So the end result is that my issue was an OS/UI thing.
nmcli d
This showed the wifi interface to be unavailable.
iwlist wlp5s0 scanning
Despite the interface showing as unavailable to nmcli, iwlist was able to scan the nearby wifi SSIDs indicating the hardware, driver, etc. were in fact working at least to some degree.
Following the procedure at https://www.baeldung.com/linux/connect-network-cli I was able to create a wpa_supplicant.conf file, test it, run it and then use dhcp to get a connection.
Steps:
- check your wireless interface (iwconfig)
- activate the interface (sudo ifconfig up>)
- scan to verify it's working (sudo iwlist s)
- as was the situation in my case, create a wpa_supplicant.conf file to handle the passphrase (sudo wpa_passphrase <wlan_name>)
- this will interactively prompt for pw and generate stdout that we need to put into the conf file (I put it in /etc/wpa_supplicant.conf but put it wherever you please)
- check the drivers (wpa_supplicant)
- test (wpa_supplicant -i -c <wpa_supplicant.conf file path> -D ) - I used wext
- if it connects then add a -B arg to the wpa_supplicant command above to run it in the background (if it doesn't, start troubleshooting :-) )
- use dhclient to get an IP (sudo dhclient )
I lose the connection when I restart, but scripting the following makes it easy to connect again
#/bin/bash
wpa_supplicant -B -i wlp5s0 -c /etc/wpa_supplicant/wpa_supplicant.conf -D wext
dhclient wlp5s0
iwconfig shows the association with the AP and ifconfig shows the IP etc, however nmcli still shows wlp5s0 as being unavailable. The UI still shows a spinner and won't list SSIDs or do anything useful but I don't know if I can be bothered to deal with that when I seldom use wifi and at that, mostly on just one AP.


TRY IT >>
Go through the material below and return each line with the string "label" in it.

============

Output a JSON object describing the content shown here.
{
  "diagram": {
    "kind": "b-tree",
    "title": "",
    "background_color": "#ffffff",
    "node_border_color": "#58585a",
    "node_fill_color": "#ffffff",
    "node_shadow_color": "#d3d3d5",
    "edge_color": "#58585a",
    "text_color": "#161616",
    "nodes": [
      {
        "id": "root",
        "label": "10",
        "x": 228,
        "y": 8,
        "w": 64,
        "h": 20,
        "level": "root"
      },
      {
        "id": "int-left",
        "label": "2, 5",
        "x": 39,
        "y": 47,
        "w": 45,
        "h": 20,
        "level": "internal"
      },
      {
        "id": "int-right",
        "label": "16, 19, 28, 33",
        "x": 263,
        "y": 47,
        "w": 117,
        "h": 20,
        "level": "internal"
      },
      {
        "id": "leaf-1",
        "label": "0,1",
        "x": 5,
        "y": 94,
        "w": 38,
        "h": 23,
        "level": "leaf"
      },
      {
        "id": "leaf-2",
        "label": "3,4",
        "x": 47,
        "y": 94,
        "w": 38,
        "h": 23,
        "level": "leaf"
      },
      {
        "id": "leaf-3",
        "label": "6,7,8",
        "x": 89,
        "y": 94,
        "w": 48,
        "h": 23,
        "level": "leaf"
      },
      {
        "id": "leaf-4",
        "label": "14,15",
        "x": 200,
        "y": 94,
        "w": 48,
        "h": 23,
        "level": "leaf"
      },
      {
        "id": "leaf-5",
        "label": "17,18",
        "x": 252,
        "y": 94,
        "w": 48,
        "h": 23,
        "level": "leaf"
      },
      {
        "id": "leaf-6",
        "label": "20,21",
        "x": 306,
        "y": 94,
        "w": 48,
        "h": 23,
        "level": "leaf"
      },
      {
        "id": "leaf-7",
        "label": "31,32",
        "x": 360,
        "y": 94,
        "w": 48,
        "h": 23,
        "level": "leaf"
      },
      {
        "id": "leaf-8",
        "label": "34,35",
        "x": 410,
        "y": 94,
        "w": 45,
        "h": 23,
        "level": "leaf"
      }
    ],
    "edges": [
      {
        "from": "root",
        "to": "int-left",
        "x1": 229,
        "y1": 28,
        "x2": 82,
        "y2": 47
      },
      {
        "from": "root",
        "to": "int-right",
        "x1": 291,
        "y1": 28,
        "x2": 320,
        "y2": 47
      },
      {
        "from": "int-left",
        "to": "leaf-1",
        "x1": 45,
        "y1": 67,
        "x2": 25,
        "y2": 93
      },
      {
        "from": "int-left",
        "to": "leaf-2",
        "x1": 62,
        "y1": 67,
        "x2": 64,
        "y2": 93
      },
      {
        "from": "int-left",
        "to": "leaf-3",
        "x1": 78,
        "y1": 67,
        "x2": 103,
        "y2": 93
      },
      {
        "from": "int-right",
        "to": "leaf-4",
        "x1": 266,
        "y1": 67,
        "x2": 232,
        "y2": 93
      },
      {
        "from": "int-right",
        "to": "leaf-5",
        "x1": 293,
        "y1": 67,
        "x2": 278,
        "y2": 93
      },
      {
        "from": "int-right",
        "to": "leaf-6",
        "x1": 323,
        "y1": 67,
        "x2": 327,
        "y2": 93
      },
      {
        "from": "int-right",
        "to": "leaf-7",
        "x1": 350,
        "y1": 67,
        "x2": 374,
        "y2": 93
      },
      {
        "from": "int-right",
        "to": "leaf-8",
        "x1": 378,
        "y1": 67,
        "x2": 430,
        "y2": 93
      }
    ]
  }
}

============

EXERCISE RESULT >>
        "label": "10",
        "label": "2, 5",
        "label": "16, 19, 28, 33",
        "label": "0,1",
        "label": "3,4",
        "label": "6,7,8",
        "label": "14,15",
        "label": "17,18",
        "label": "20,21",
        "label": "31,32",
        "label": "34,35",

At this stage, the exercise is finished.